My prayer that Sunday, Palm Sunday, came from some depth that I didn't even know I had. It felt like I'd tapped a direct line to the Divine and all I had to do was ask. "Let him live," I whispered, and my entire being was filled with what I can only describe as divine light. And in some miracle of redemption that wouldn't read true in fiction, on Easter Sunday he left, boarded a plane for a hospital in the desert where he could get sober and begin to live.

These days, I hover at the edge of understanding for a long time, and then some small breeze of an incident will propel me forward when I least expect it. Last night I stopped at a McDonald's to rush my son into the bathroom, and on the way out caught a glimpse of a woman, well-dressed, alone, staring into a cup of coffee. Her eyes were red-rimmed and puffy; she'd obviously been crying. Completely out of the blue, I was electrified by a sharp jolt of recognition. A woman, sitting alone in a well-lit public place, with coffee she doesn't want, crying. I was that woman, three years ago.

I had completely forgotten how it had been for me --- that sometimes I would dread going home so much that I would stop somewhere, anywhere, to pass the time alone. One swift glimpse of a lonely woman set off a domino-line of memories that left me stunned.

That was where he found me, back then -- a place so desolate and featureless that I hadn't even recognized it as a place.

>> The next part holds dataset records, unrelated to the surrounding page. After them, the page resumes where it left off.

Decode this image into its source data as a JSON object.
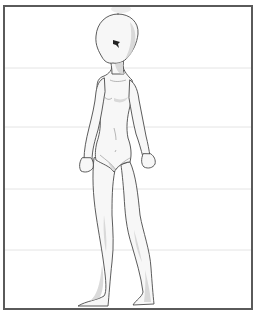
{
  "image": {
    "width": 257,
    "height": 316,
    "subject": "anime-style female body mannequin, standing three-quarter view",
    "background": "#ffffff"
  },
  "frame": {
    "x": 4,
    "y": 6,
    "width": 248,
    "height": 303,
    "stroke": "#5a5a5a",
    "stroke_width": 2
  },
  "guide_lines": {
    "color": "#e4e4e4",
    "y_positions": [
      68,
      127,
      189,
      250
    ]
  },
  "figure": {
    "skin_fill": "#f7f7f7",
    "shade": "#d0d0d0",
    "outline": "#4a4a4a",
    "eye_color": "#222222"
  }
}
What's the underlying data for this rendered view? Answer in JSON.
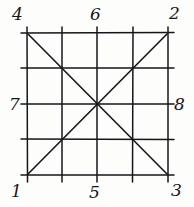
{
  "figure": {
    "kind": "hand-drawn-grid-diagram",
    "ink_color": "#16161a",
    "background_color": "#fdfdfc"
  },
  "labels": {
    "top_left": "4",
    "top_middle": "6",
    "top_right": "2",
    "left_middle": "7",
    "right_middle": "8",
    "bottom_left": "1",
    "bottom_middle": "5",
    "bottom_right": "3"
  },
  "geometry": {
    "square": {
      "left": 27,
      "top": 33,
      "right": 168,
      "bottom": 175
    },
    "vertical_lines_x": [
      27,
      62,
      97,
      133,
      168
    ],
    "horizontal_lines_y": [
      33,
      68,
      104,
      139,
      175
    ],
    "diagonals": [
      {
        "from": "top_left_corner",
        "to": "bottom_right_corner"
      },
      {
        "from": "bottom_left_corner",
        "to": "top_right_corner"
      }
    ],
    "overshoot_px": 7
  }
}
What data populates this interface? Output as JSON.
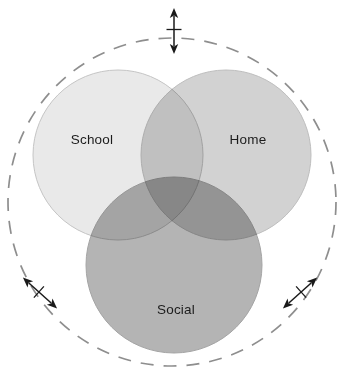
{
  "diagram": {
    "type": "venn",
    "background_color": "#ffffff",
    "canvas": {
      "width": 341,
      "height": 373
    },
    "boundary": {
      "name": "dashed-context-circle",
      "style": "dashed",
      "color": "#8e8e8e",
      "center_x": 172,
      "center_y": 202,
      "radius": 164,
      "dash_length": 13,
      "gap_length": 10,
      "stroke_width": 1.7
    },
    "sets": [
      {
        "id": "school",
        "label": "School",
        "fill": "#e9e9e9",
        "stroke": "#c4c4c4",
        "center_x": 118,
        "center_y": 155,
        "radius": 85,
        "label_x": 92,
        "label_y": 140
      },
      {
        "id": "home",
        "label": "Home",
        "fill": "#d2d2d2",
        "stroke": "#bdbdbd",
        "center_x": 226,
        "center_y": 155,
        "radius": 85,
        "label_x": 248,
        "label_y": 140
      },
      {
        "id": "social",
        "label": "Social",
        "fill": "#b4b4b4",
        "stroke": "#a4a4a4",
        "center_x": 174,
        "center_y": 265,
        "radius": 88,
        "label_x": 176,
        "label_y": 310
      }
    ],
    "overlap_colors": {
      "school_home": "#c0c0c0",
      "school_social": "#9a9a9a",
      "home_social": "#949494",
      "all_three": "#808080"
    },
    "arrows": [
      {
        "id": "arrow-top",
        "name": "double-arrow-vertical",
        "orientation": "vertical",
        "direction": "double-headed",
        "has_crossbar": true,
        "color": "#1a1a1a",
        "center_x": 174,
        "center_y": 31,
        "length": 46,
        "angle_deg": 90
      },
      {
        "id": "arrow-bottom-left",
        "name": "double-arrow-diagonal-left",
        "orientation": "diagonal",
        "direction": "double-headed",
        "has_crossbar": true,
        "color": "#1a1a1a",
        "center_x": 40,
        "center_y": 293,
        "length": 46,
        "angle_deg": 138
      },
      {
        "id": "arrow-bottom-right",
        "name": "double-arrow-diagonal-right",
        "orientation": "diagonal",
        "direction": "double-headed",
        "has_crossbar": true,
        "color": "#1a1a1a",
        "center_x": 300,
        "center_y": 293,
        "length": 46,
        "angle_deg": 42
      }
    ]
  }
}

I'd been living in a dead marriage and working at a lifeless career and together, they had sucked all the vitality out of me. It had been my reality for so long, I was insensible to it. Somehow, he recognized the better parts of me more readily than I did, took me on a tour of them and introduced me to myself. He made a
different life seem not just possible, but essential.

We were both so broken in those days; it continues to astound me, the miracle of our finding each other, and the even greater miracle of the law of physics that somehow makes the addition of two negatives equal a positive. I healed, and left my marriage. He healed, and stayed in his. I don't know how that is for him, now. We talk sometimes, and
we flirt at the fringes of intimacy but never quite go there.

His wife found out about us and knows who I am; I wonder if I continue to exist
as a ghostly presence in their marriage, echoing in the background of every small disagreement. I know he continues to be a presence for me, the man who gave me back my life when I didn't even know I'd lost it.


By Anna Sorelli

Anna Sorelli is a pseudonym for a freelance writer in New England.